A Moveable Moat
Last week I called a former colleague that I hadn't spoken to for a while. The call happened for one reason. A tool I built kept surfacing his name, a persistent chip in my to-follow-up list, until I finally picked up the phone. We talked for an hour. It likely wouldn't have happened if I hadn't built my own CRM, the first one that has actually worked for me.
I built it because every CRM I tried had a Goldilocks problem. Too much in one place, too little in another, never shaped like the work I actually do. All in the cloud, which always meant the data I spent time building wasn't really mine.
Thanks to pioneers like Noah Brier, I moved my notes, contacts, and various other ephemera to Obsidian and began building the tools to interface with these notes.
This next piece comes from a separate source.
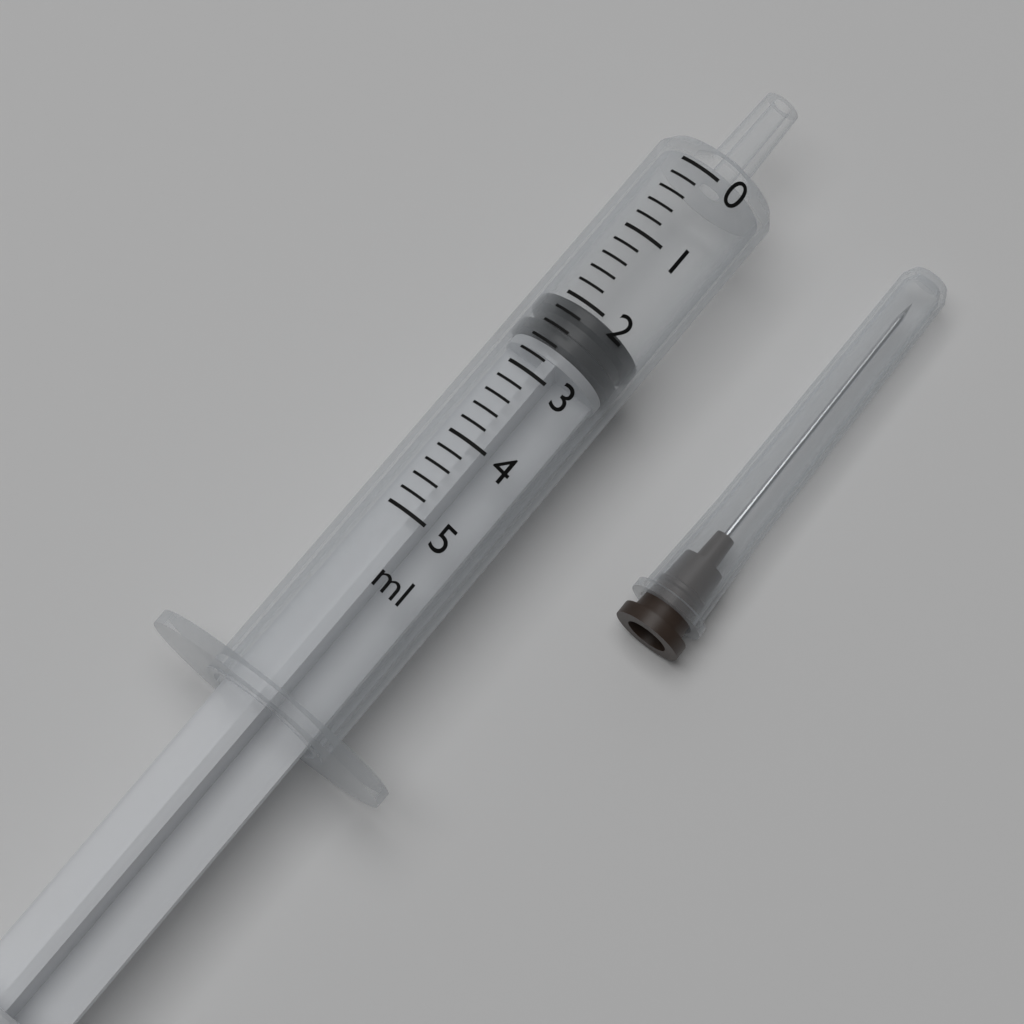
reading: 2.0 ml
To be able to sit down and bit-by-bit map out exactly how I want this tool to work and interface with me has been a revelation.
The contacts and connections I've made are the single greatest asset this business has, and the idea of handing all of it to a cloud-based third party, a company whose terms and roadmap and survival I don't control, sat wrong with me. I wanted to own my network outright, in files I keep on my own machine.
But I didn't stop there. I then built a workflow tool.

All names and companies in these screenshots are dummy data.
I built an Ideas app to quickly log moments of inspiration. I have the stats database I've always dreamt of.

Now, I live in the terminal and these lightweight apps I've built. That part surprised me. I never expected to feel this at home typing to my own business in a chat window. I copy a messy block of text off a LinkedIn profile, someone's title, their last three roles, a line about where we met, and I paste the whole thing in. The system knows what to do with it. It files the person, scores the relationship, tells me when to follow up. Filling out small fields in a form feels like a chore now. Worse than a chore. It feels like doing the computer's job for it.
I am more efficient, and more effective at buckling down to what my livelihood is: the act of writing. Building it taught me something the tool itself never could.
Encoding a workflow in software forces you to stare at what you're doing, and you see all the roadblocks. Mine was follow-up. The CRM made it specific, a name on a list every morning, until I did something about it.

A pipeline so nothing owed to a client gets forgotten. A research engine that scores articles against what each client cares about, so a pitch starts from evidence. A chatbot that answers questions about the business in plain English, and runs inside Claude.
One Obsidian vault under all of it, mine, on my machine. Because I own every piece, they connect. I build something new and it plugs into what's already there. I feel for the first time that I can take on as much work as I want, which is not something I could ever say before. Projects I used to lose because one person looked too small for them are projects I can credibly bid on now.

None of this means the machine does the writing. I keep my muscle memory. I write the first draft myself. When I'm swamped I can trust the system to get an outline down. The whole job is the taste to know when what you're getting back is no good. It's all there for someone with enough experience to mold the clay into a sculpture.
So I've stopped believing in the single moat. Hemingway called Paris a moveable feast, something you carry wherever you go. This market demands a moveable moat. No one wall keeps you safe. What keeps you honest is velocity.
The only defensible position left is the ability to build the next thing faster than the last thing gets copied.
So I'm no longer just a ghostwriter. I'm a writer/builder. Big things, small things. It doesn't feel like work, because everywhere I go I see another idea and it's finally feasible to go make it within a day or two and suddenly my workflow improves another 10%.